Rancher Labs recently announced version 2.5 of its platform. I had the opportunity to catch up with co-founder and CEO Sheng Liang about the release and other things that Rancher has been up to and thought I’d share some of my notes here.
Introducing Rancher Labs 2.5
Liang described Rancher as a way for organisations to “[f]ocus on enriching their own apps, rather than trying to be a day 1, day 2 K8s outfit”. With that thinking in mind, the new features in 2.5 are as follows:
- Rancher now installs everywhere – on EKS, OpenShift, whatever – and they’ve removed a bunch of dependencies. Rancher 2.5 can now be installed on any CNCF-certified Kubernetes cluster, eliminating the need to set up a separate Kubernetes cluster before installing Rancher. The new lightweight installation experience is useful for users who already have access to a cloud-managed Kubernetes service like EKS.
- Enhanced management for EKS. Rancher Labs was a launch partner for EKS and used to treat it like a dumb distribution. The management architecture has been revamped with improved lifecycle management for EKS. It now uses the native EKS way of doing various things and only adds value where it’s not already present.
- Managing edge clusters. Liang described K3s as “almost the goto distribution for edge computing (5G, IoT, ATMs, etc)”. When you get into some of these scenarios, the scale of operations is becoming pretty big. You need to re-think multi-cluster management when you have that in place. Rancher has introduced a GitOps framework to do that. “GitOps at scale” – created its own GitOp framework to accommodate the required scale.
- K8s has plenty of traction in government and high security environments, hence the development of RKE Government Edition.
Other Notes
Liang mentioned that Longhorn uptake (made generally available in May 2020) has been great, with over 10000 active deployments (not just downloads) in the wild now. He noted that persistent storage with K8s has been hard to do, and Longhorn has gone some way to improving that experience. K3s is now a CNCF Sandbox project, not just a Rancher project, and this has certainly helped with its popularity as well. He also mentioned the acquisition by SUSE was continuing to progress, and expected it would be closed in Q4, 2020.
Thoughts and Further Reading
Longtime readers of this blog will know that my background is fairly well entrenched in infrastructure as opposed to cloud-native technologies. Liang understands this, and always does a pretty good job of translating some of the concepts he talks about with me back into infrastructure terms. The world continues to change, though, and the popularity of Kubernetes and solutions like Rancher Labs highlights that it’s no longer a simple conversation about LUNs, CPUs, network throughput and which server I’ll use to host my application. Organisations are looking for effective ways to get the most out of their technology investment, and Kubernetes can provide an extremely effective way of deploying and running containerised applications in an agile and efficient fashion. That said, the bar for entry into the cloud-native world can still be considered pretty high, particularly when you need to do things at large scale. This is where I think platforms like the one from Rancher Labs make so much sense. I may have described some elements of cloud-native architecture as a bin fire previously, but I think the progress that Rancher is making demonstrates just how far we’ve come. I know that VMware and Kubernetes has little in common, but it strikes me that we’re seeing the same development progress that we saw 15 years ago with VMware (and ESX in particular). I remember at the time that VMware seemed like a whole bunch of weird to many infrastructure folks, and it wasn’t until much later that these same people were happily using VMware in every part of the data centre. I suspect that the adoption of Kubernetes (and useful management frameworks for it) will be a bit quicker than that, but it’s going to be heavily reliant on solutions like this to broaden the appeal of what’s a very useful (but nonetheless challenging) container deployment and management ecosystem.
If you’re in the APAC region, Rancher is hosting a webinar in a friendly timezone later this month. You can get more details on that here. And if you’re on US Eastern time, there’s the “Computing on the Edge with Kubernetes” one day event that’s worth checking out.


**REQUIREMENT**
Please transcribe the data below in full, word for word, without the images.

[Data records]
________________________

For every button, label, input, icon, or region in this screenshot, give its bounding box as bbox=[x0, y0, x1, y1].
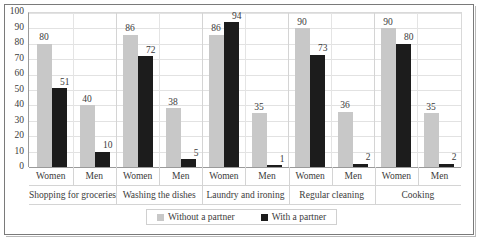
bar-without-a-partner[interactable]: 35 bbox=[252, 113, 267, 167]
subcategory-row: WomenMen bbox=[289, 167, 375, 186]
bar-value-label: 90 bbox=[383, 18, 393, 28]
bar-subgroup-men: 385 bbox=[159, 13, 202, 167]
bar-pair: 4010 bbox=[80, 13, 110, 167]
legend-item-without-a-partner: Without a partner bbox=[157, 212, 235, 222]
bar-without-a-partner[interactable]: 38 bbox=[166, 108, 181, 167]
bar-subgroup-women: 8051 bbox=[30, 13, 73, 167]
subcategory-label-women: Women bbox=[29, 167, 73, 185]
bar-value-label: 35 bbox=[426, 103, 436, 113]
y-tick-label-10: 10 bbox=[15, 147, 25, 157]
subcategory-label-men: Men bbox=[332, 167, 375, 185]
bar-without-a-partner[interactable]: 35 bbox=[424, 113, 439, 167]
subcategory-label-women: Women bbox=[289, 167, 332, 185]
category-label: Shopping for groceries bbox=[29, 186, 116, 204]
bar-subgroup-women: 9080 bbox=[374, 13, 417, 167]
bar-without-a-partner[interactable]: 80 bbox=[37, 44, 52, 167]
category-label: Laundry and ironing bbox=[202, 186, 288, 204]
legend-swatch-icon-with-a-partner bbox=[261, 214, 268, 221]
bar-subgroup-women: 8694 bbox=[202, 13, 245, 167]
plot-wrapper: 805140108672385869435190733629080352 100… bbox=[28, 12, 462, 167]
bar-without-a-partner[interactable]: 86 bbox=[123, 35, 138, 167]
bar-value-label: 72 bbox=[146, 46, 156, 56]
y-tick-label-20: 20 bbox=[15, 131, 25, 141]
subcategory-row: WomenMen bbox=[29, 167, 116, 186]
y-tick-label-50: 50 bbox=[15, 85, 25, 95]
y-tick-label-60: 60 bbox=[15, 69, 25, 79]
bar-value-label: 80 bbox=[39, 33, 49, 43]
category-label: Cooking bbox=[375, 186, 461, 204]
bar-group: 8694351 bbox=[202, 13, 288, 167]
subcategory-label-men: Men bbox=[245, 167, 288, 185]
bar-value-label: 73 bbox=[318, 44, 328, 54]
legend-swatch-icon-without-a-partner bbox=[157, 214, 164, 221]
bar-group: 9073362 bbox=[288, 13, 374, 167]
y-tick-label-30: 30 bbox=[15, 116, 25, 126]
bar-group: 80514010 bbox=[30, 13, 116, 167]
bar-value-label: 94 bbox=[232, 12, 242, 22]
bar-pair: 9080 bbox=[381, 13, 411, 167]
bar-subgroup-men: 351 bbox=[245, 13, 288, 167]
category-group: WomenMenCooking bbox=[375, 167, 461, 204]
bar-with-a-partner[interactable]: 73 bbox=[310, 55, 325, 167]
category-axis: WomenMenShopping for groceriesWomenMenWa… bbox=[29, 167, 461, 205]
bar-with-a-partner[interactable]: 80 bbox=[396, 44, 411, 167]
bar-value-label: 40 bbox=[82, 95, 92, 105]
bar-groups: 805140108672385869435190733629080352 bbox=[30, 13, 460, 167]
bar-value-label: 80 bbox=[404, 33, 414, 43]
y-tick-label-40: 40 bbox=[15, 100, 25, 110]
bar-with-a-partner[interactable]: 94 bbox=[224, 22, 239, 167]
chart-figure: 805140108672385869435190733629080352 100… bbox=[0, 0, 481, 242]
bar-without-a-partner[interactable]: 90 bbox=[381, 28, 396, 167]
category-group: WomenMenRegular cleaning bbox=[289, 167, 375, 204]
bar-without-a-partner[interactable]: 90 bbox=[295, 28, 310, 167]
bar-value-label: 5 bbox=[194, 149, 199, 159]
bar-value-label: 2 bbox=[366, 153, 371, 163]
bar-pair: 8694 bbox=[209, 13, 239, 167]
subcategory-label-men: Men bbox=[73, 167, 117, 185]
bar-subgroup-women: 8672 bbox=[116, 13, 159, 167]
subcategory-row: WomenMen bbox=[375, 167, 461, 186]
bar-value-label: 1 bbox=[280, 155, 285, 165]
bar-with-a-partner[interactable]: 51 bbox=[52, 88, 67, 167]
bar-with-a-partner[interactable]: 10 bbox=[95, 152, 110, 167]
bar-value-label: 86 bbox=[125, 24, 135, 34]
bar-group: 8672385 bbox=[116, 13, 202, 167]
bar-subgroup-men: 362 bbox=[331, 13, 374, 167]
bar-pair: 9073 bbox=[295, 13, 325, 167]
subcategory-row: WomenMen bbox=[116, 167, 202, 186]
legend-item-with-a-partner: With a partner bbox=[261, 212, 326, 222]
category-label: Regular cleaning bbox=[289, 186, 375, 204]
legend-label-with-a-partner: With a partner bbox=[272, 212, 326, 222]
bar-with-a-partner[interactable]: 5 bbox=[181, 159, 196, 167]
y-tick-label-0: 0 bbox=[19, 162, 24, 172]
bar-without-a-partner[interactable]: 40 bbox=[80, 105, 95, 167]
bar-subgroup-men: 4010 bbox=[73, 13, 116, 167]
bar-value-label: 90 bbox=[297, 18, 307, 28]
bar-value-label: 38 bbox=[168, 98, 178, 108]
y-tick-label-80: 80 bbox=[15, 38, 25, 48]
bar-group: 9080352 bbox=[374, 13, 460, 167]
subcategory-label-women: Women bbox=[202, 167, 245, 185]
bar-value-label: 86 bbox=[211, 24, 221, 34]
subcategory-label-women: Women bbox=[375, 167, 418, 185]
bar-subgroup-women: 9073 bbox=[288, 13, 331, 167]
bar-pair: 8051 bbox=[37, 13, 67, 167]
subcategory-label-women: Women bbox=[116, 167, 159, 185]
bar-without-a-partner[interactable]: 36 bbox=[338, 112, 353, 167]
bar-pair: 362 bbox=[338, 13, 368, 167]
y-tick-label-90: 90 bbox=[15, 23, 25, 33]
bar-with-a-partner[interactable]: 72 bbox=[138, 56, 153, 167]
y-tick-label-100: 100 bbox=[10, 7, 24, 17]
bar-value-label: 36 bbox=[340, 101, 350, 111]
subcategory-label-men: Men bbox=[418, 167, 461, 185]
bar-value-label: 51 bbox=[60, 78, 70, 88]
bar-pair: 385 bbox=[166, 13, 196, 167]
bar-value-label: 10 bbox=[103, 141, 113, 151]
chart-legend: Without a partner With a partner bbox=[146, 209, 337, 225]
bar-without-a-partner[interactable]: 86 bbox=[209, 35, 224, 167]
bar-pair: 8672 bbox=[123, 13, 153, 167]
category-group: WomenMenWashing the dishes bbox=[116, 167, 202, 204]
bar-subgroup-men: 352 bbox=[417, 13, 460, 167]
category-group: WomenMenShopping for groceries bbox=[29, 167, 116, 204]
bar-pair: 352 bbox=[424, 13, 454, 167]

________________________

**RESPONSE AREA**
For every button, label, input, icon, or region in this screenshot, give its bounding box as bbox=[x0, y0, x1, y1].
bar-without-a-partner[interactable]: 35 bbox=[252, 113, 267, 167]
subcategory-row: WomenMen bbox=[289, 167, 375, 186]
bar-value-label: 90 bbox=[383, 18, 393, 28]
bar-subgroup-men: 385 bbox=[159, 13, 202, 167]
bar-pair: 4010 bbox=[80, 13, 110, 167]
legend-item-without-a-partner: Without a partner bbox=[157, 212, 235, 222]
bar-without-a-partner[interactable]: 38 bbox=[166, 108, 181, 167]
bar-subgroup-women: 8051 bbox=[30, 13, 73, 167]
subcategory-label-women: Women bbox=[29, 167, 73, 185]
bar-value-label: 35 bbox=[426, 103, 436, 113]
y-tick-label-10: 10 bbox=[15, 147, 25, 157]
subcategory-label-men: Men bbox=[332, 167, 375, 185]
bar-without-a-partner[interactable]: 35 bbox=[424, 113, 439, 167]
subcategory-label-women: Women bbox=[289, 167, 332, 185]
category-label: Shopping for groceries bbox=[29, 186, 116, 204]
bar-subgroup-women: 9080 bbox=[374, 13, 417, 167]
bar-without-a-partner[interactable]: 80 bbox=[37, 44, 52, 167]
category-label: Laundry and ironing bbox=[202, 186, 288, 204]
legend-swatch-icon-with-a-partner bbox=[261, 214, 268, 221]
bar-subgroup-women: 8694 bbox=[202, 13, 245, 167]
plot-wrapper: 805140108672385869435190733629080352 100… bbox=[28, 12, 462, 167]
bar-without-a-partner[interactable]: 86 bbox=[123, 35, 138, 167]
bar-value-label: 72 bbox=[146, 46, 156, 56]
y-tick-label-20: 20 bbox=[15, 131, 25, 141]
subcategory-row: WomenMen bbox=[29, 167, 116, 186]
y-tick-label-50: 50 bbox=[15, 85, 25, 95]
y-tick-label-60: 60 bbox=[15, 69, 25, 79]
bar-value-label: 80 bbox=[39, 33, 49, 43]
category-label: Cooking bbox=[375, 186, 461, 204]
bar-group: 8694351 bbox=[202, 13, 288, 167]
subcategory-label-men: Men bbox=[245, 167, 288, 185]
bar-value-label: 73 bbox=[318, 44, 328, 54]
legend-swatch-icon-without-a-partner bbox=[157, 214, 164, 221]
bar-group: 9073362 bbox=[288, 13, 374, 167]
y-tick-label-30: 30 bbox=[15, 116, 25, 126]
bar-group: 80514010 bbox=[30, 13, 116, 167]
bar-value-label: 94 bbox=[232, 12, 242, 22]
bar-pair: 9080 bbox=[381, 13, 411, 167]
bar-subgroup-men: 351 bbox=[245, 13, 288, 167]
category-group: WomenMenCooking bbox=[375, 167, 461, 204]
bar-with-a-partner[interactable]: 73 bbox=[310, 55, 325, 167]
category-axis: WomenMenShopping for groceriesWomenMenWa… bbox=[29, 167, 461, 205]
bar-with-a-partner[interactable]: 80 bbox=[396, 44, 411, 167]
bar-value-label: 40 bbox=[82, 95, 92, 105]
bar-groups: 805140108672385869435190733629080352 bbox=[30, 13, 460, 167]
bar-value-label: 80 bbox=[404, 33, 414, 43]
y-tick-label-40: 40 bbox=[15, 100, 25, 110]
bar-with-a-partner[interactable]: 94 bbox=[224, 22, 239, 167]
chart-figure: 805140108672385869435190733629080352 100… bbox=[0, 0, 481, 242]
bar-without-a-partner[interactable]: 90 bbox=[381, 28, 396, 167]
category-group: WomenMenRegular cleaning bbox=[289, 167, 375, 204]
bar-without-a-partner[interactable]: 90 bbox=[295, 28, 310, 167]
bar-value-label: 5 bbox=[194, 149, 199, 159]
bar-value-label: 2 bbox=[366, 153, 371, 163]
bar-pair: 8694 bbox=[209, 13, 239, 167]
subcategory-label-men: Men bbox=[73, 167, 117, 185]
bar-subgroup-women: 8672 bbox=[116, 13, 159, 167]
subcategory-row: WomenMen bbox=[375, 167, 461, 186]
bar-value-label: 1 bbox=[280, 155, 285, 165]
bar-with-a-partner[interactable]: 51 bbox=[52, 88, 67, 167]
bar-with-a-partner[interactable]: 10 bbox=[95, 152, 110, 167]
bar-value-label: 86 bbox=[125, 24, 135, 34]
bar-group: 8672385 bbox=[116, 13, 202, 167]
bar-subgroup-men: 362 bbox=[331, 13, 374, 167]
bar-pair: 9073 bbox=[295, 13, 325, 167]
subcategory-row: WomenMen bbox=[116, 167, 202, 186]
legend-item-with-a-partner: With a partner bbox=[261, 212, 326, 222]
category-label: Regular cleaning bbox=[289, 186, 375, 204]
legend-label-with-a-partner: With a partner bbox=[272, 212, 326, 222]
bar-with-a-partner[interactable]: 5 bbox=[181, 159, 196, 167]
y-tick-label-0: 0 bbox=[19, 162, 24, 172]
bar-without-a-partner[interactable]: 40 bbox=[80, 105, 95, 167]
bar-subgroup-men: 4010 bbox=[73, 13, 116, 167]
bar-value-label: 90 bbox=[297, 18, 307, 28]
bar-value-label: 38 bbox=[168, 98, 178, 108]
y-tick-label-80: 80 bbox=[15, 38, 25, 48]
bar-group: 9080352 bbox=[374, 13, 460, 167]
subcategory-label-women: Women bbox=[202, 167, 245, 185]
bar-value-label: 86 bbox=[211, 24, 221, 34]
subcategory-label-women: Women bbox=[375, 167, 418, 185]
bar-subgroup-women: 9073 bbox=[288, 13, 331, 167]
bar-pair: 8051 bbox=[37, 13, 67, 167]
subcategory-label-women: Women bbox=[116, 167, 159, 185]
bar-without-a-partner[interactable]: 36 bbox=[338, 112, 353, 167]
bar-pair: 362 bbox=[338, 13, 368, 167]
y-tick-label-90: 90 bbox=[15, 23, 25, 33]
bar-with-a-partner[interactable]: 72 bbox=[138, 56, 153, 167]
y-tick-label-100: 100 bbox=[10, 7, 24, 17]
bar-value-label: 36 bbox=[340, 101, 350, 111]
subcategory-label-men: Men bbox=[418, 167, 461, 185]
bar-value-label: 51 bbox=[60, 78, 70, 88]
bar-pair: 385 bbox=[166, 13, 196, 167]
bar-value-label: 10 bbox=[103, 141, 113, 151]
chart-legend: Without a partner With a partner bbox=[146, 209, 337, 225]
bar-without-a-partner[interactable]: 86 bbox=[209, 35, 224, 167]
bar-pair: 8672 bbox=[123, 13, 153, 167]
category-group: WomenMenWashing the dishes bbox=[116, 167, 202, 204]
bar-subgroup-men: 352 bbox=[417, 13, 460, 167]
category-group: WomenMenShopping for groceries bbox=[29, 167, 116, 204]
bar-pair: 352 bbox=[424, 13, 454, 167]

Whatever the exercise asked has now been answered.